I hope I never forget that pack of middle-schoolers
at the playground near my house, how they acted
like middle-schoolers, shouting their conversations
across the neighborhood as if showing off new sneakers,
the boys doing mean things to the girls,
the girls saying mean things about each other.
If I hadn’t been at the jungle gym with my two-year-old,
I’m sure they would have been smashing bottles
on the basketball court.
Then, like pigeons when popcorn spills,
they flocked to a spot under the basket.
Some squealed. A boy held out his arm,
keeping others back. “It’s alive,” I heard one say,
and suddenly one boy was cupping a baby bird
in his hand as another climbed the pole
that held up the net. “Give it to me,”
said the boy on the pole, and he took the bird
and placed it in the nest that was behind the backboard.
Too much misery goes down
in this city I call my home. I’m in no mood
to list it here, now. In my children’s schools,
the schools where my wife teaches,
it’s all too clear which kids won’t get past
their dead mother, their addicted father, the fact
that no one has ever read them a book…
It was just one small bird
who must have had a stupid parent—
who would build a nest
on the backside of a backboard?—
but that afternoon it was safe,
and as I chased my son, trying to stop him
from stepping in the dog shit,
the voices of the middle-schoolers fading
as they made their way up the block
to go play video games and pretend to kill things,
as I held his hand while he zipped down the slide
I thought, yeah, I guess I could live here
for the rest of my life.
J.D. Scrimgeour is the author of the poetry collections The Last Miles and Territories, and he won the AWP Award for Nonfiction for Themes For English B: A Professor’s Education In & Out of Class. With musician Philip Swanson he released Ogunquit & Other Works, a CD blending music and poetry. His third poetry collection, Lifting the Turtle (Turning Point), will appear in November 2017.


Your objective | Your copy should match the entries exactly, except that it holds no pictures.

Records for this exercise |
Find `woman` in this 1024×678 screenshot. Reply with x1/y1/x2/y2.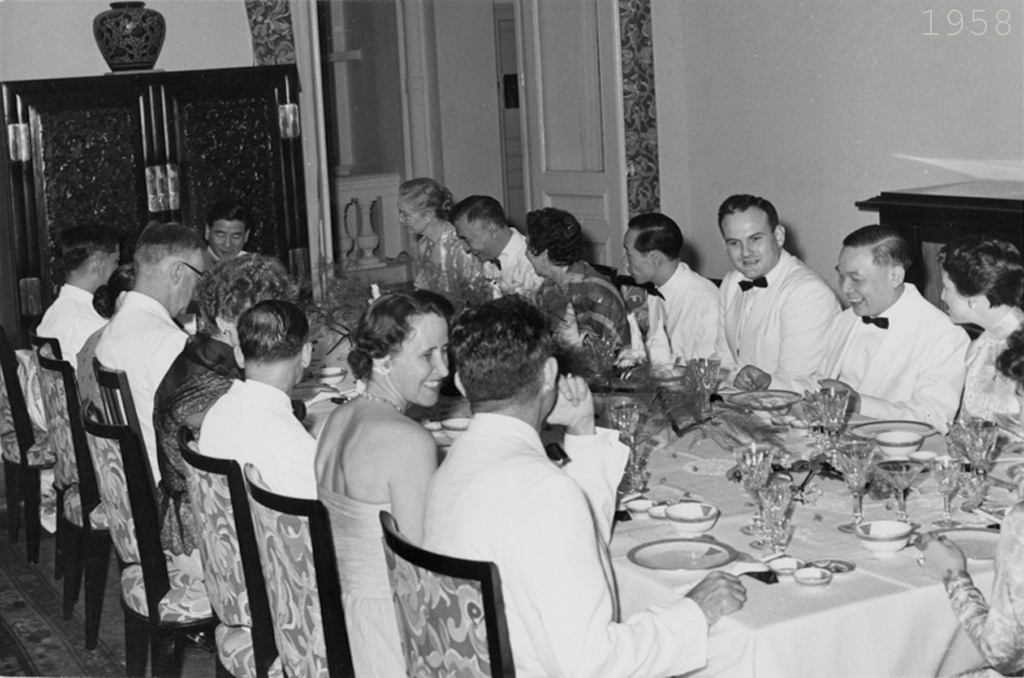
300/284/465/599.
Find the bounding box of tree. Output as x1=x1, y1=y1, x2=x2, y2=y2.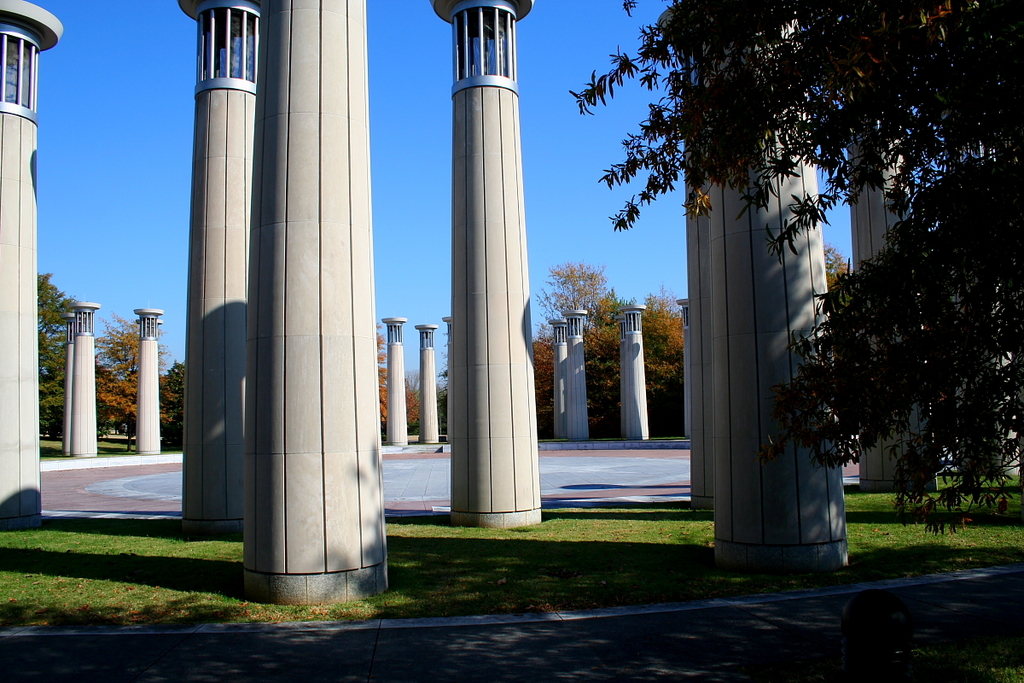
x1=589, y1=289, x2=684, y2=447.
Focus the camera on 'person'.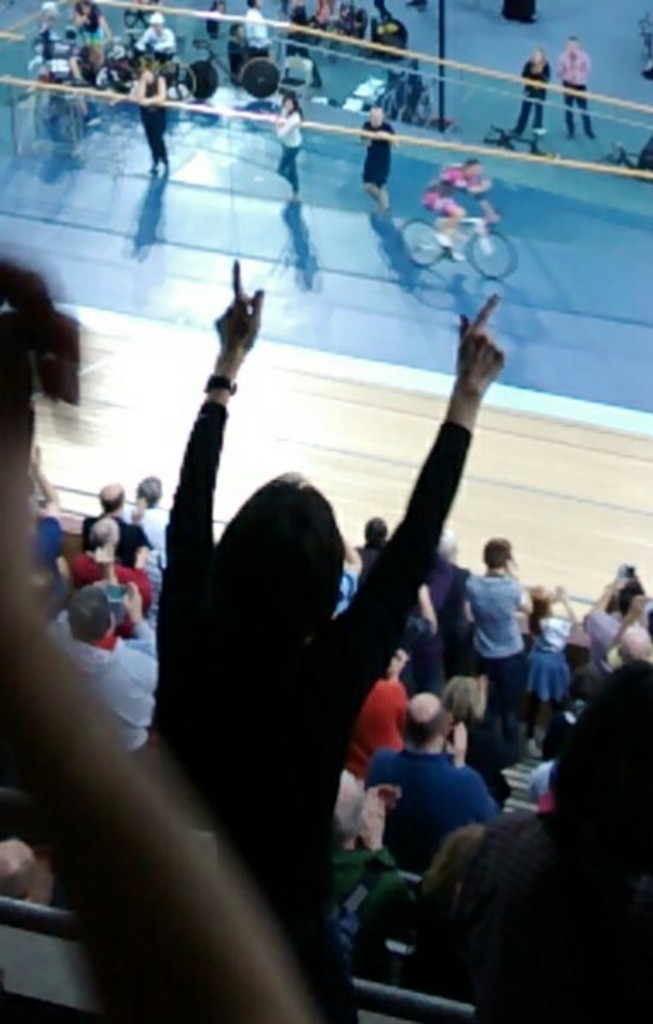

Reply to the task |
Find `woman` in this 1024×678 screenshot. Reply with x1/y1/x2/y2.
300/284/465/599.
Find the bounding box of tree. Output as x1=x1, y1=y1, x2=x2, y2=y2.
x1=589, y1=289, x2=684, y2=447.
Focus the camera on 'person'.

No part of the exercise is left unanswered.